It's.... different. What MOS are you? What you do will help describe what it would be like for you. Obviously, infantry has a different experience then mechanic...
the Arkansas and Oklahoma national guards are deploying to Iraq in March, and my recruiter said I could volunteer to go with them after AIT school. And if the Marines don't let me join because of my tat then I guess i'll have to settle with the Guard, but as long as I can go to Iraq and serve then Im happy. So yes, you can volunteer to go to Iraq.
Its pretty simple, if you take a combat MOS then you will will be on the front lines, but if you take a non-combat MOS you'll just be on a base somewhere getting mortard'd.
but every MOS is at risk in Iraq, you never know when a IED will hit on a simple base to base transfer of non-combat recruits, ya know?

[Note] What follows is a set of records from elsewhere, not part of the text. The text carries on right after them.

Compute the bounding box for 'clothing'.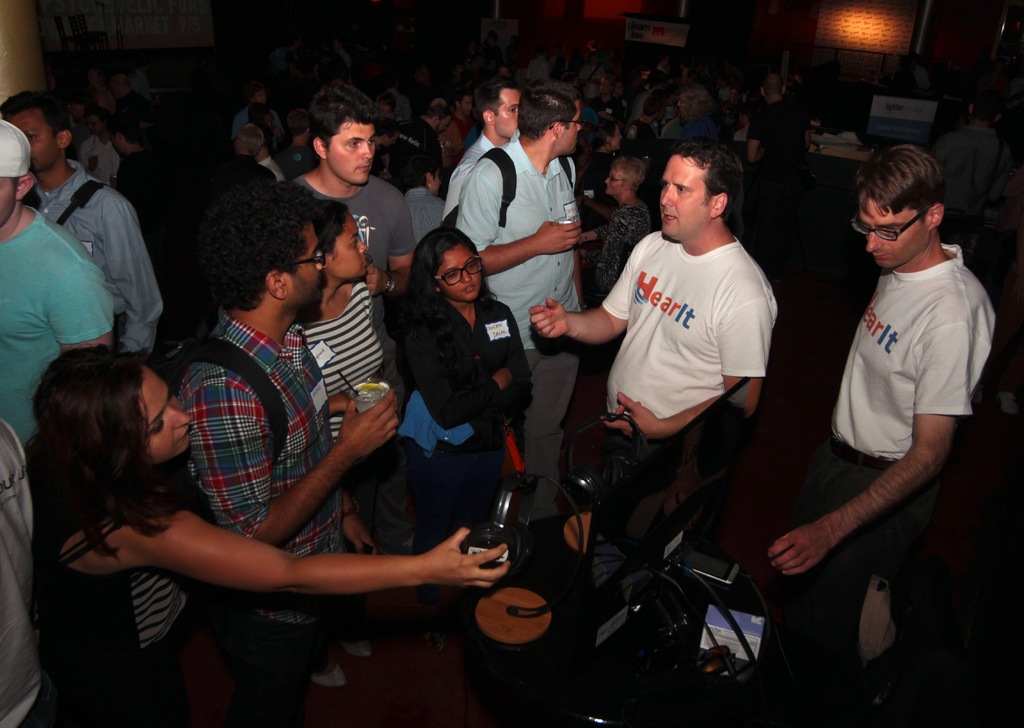
pyautogui.locateOnScreen(387, 120, 435, 187).
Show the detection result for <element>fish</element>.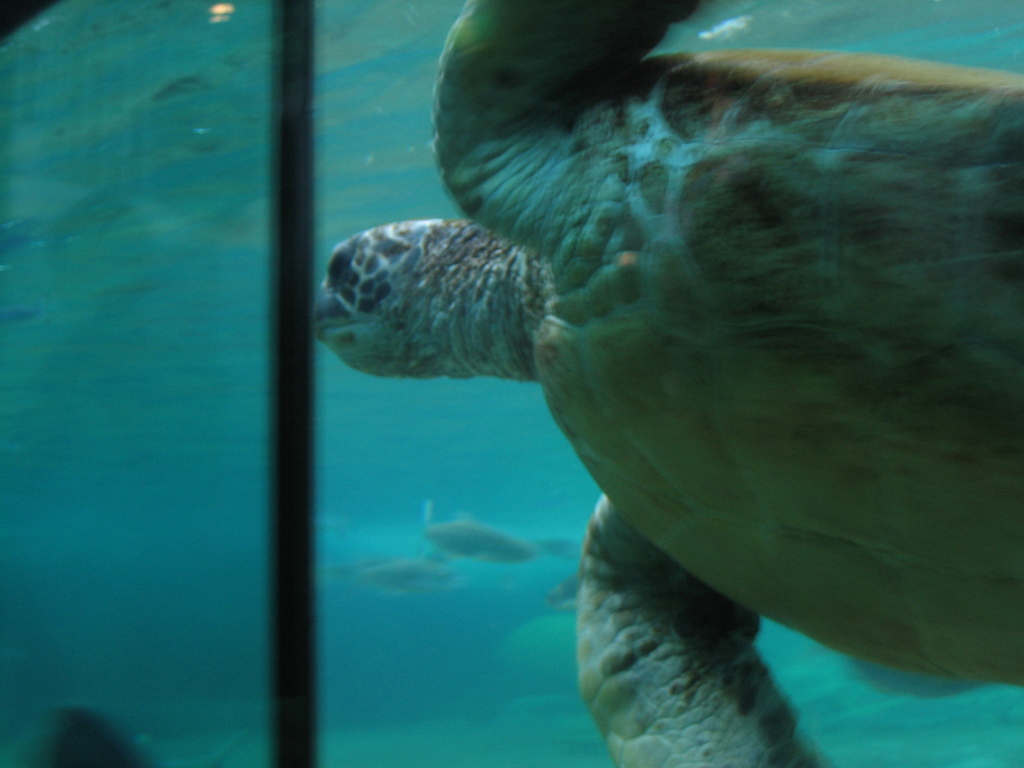
select_region(541, 532, 599, 559).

What's it like? - Everyday is groundhog day. same place, same people, same food, same job etc. Generally, if your a fobbit(you stay on the fob and never leave) the routine will drive you nuts. Yes, there are the mortar and rocket attacks, but hajii is a horrible shot. In our area, they were lobbing mortars into the fob thru the sunroof of a moving car, so the chance of them hitting soemthing gets pretty slim, although it does happen. If you go outside the wire, it is better, at least you get some variety and something to do. IED's go off all the time, but they do not always kill or damage something. In our area, probably 9 out of 10 did nothing significant.
The size of your fob matters as well. Larger fob's have gym's movie theatre's, library's. Some have a swimming pool :-). As you get smaller, things get worse. A patrol base I stayed in had ample Internet access, but no laundry, phones, or anything else.
88mike Transportation Thats what I do and I love it. I am in what we call a line haul unit. We drive 915A2's and i think they are a pretty good old truck. Yea their old and kinda ugly but their made out of steel and heavy stuff and can plow through just about anything. On my last deployment our unit drove alittle over 2 million miles in 15 month's. there wasnt a camp or FOB in Iraq or Kuwait we dint see.Thats probably the best part is you get to see alot of real cool stuff in a Trans unit. Not like the ground pounders or mp's or any other mos that pretty much a stay in one spot typ of unit. Like I say 88mike pref a 915 or a Hett unit. we do all the travling. But I do half to point out to that Trans is also one of the most dangerous job's out there to. we dont get hardly any press but if you do some digging you'll find that we are as bad as say the Inf or something like that.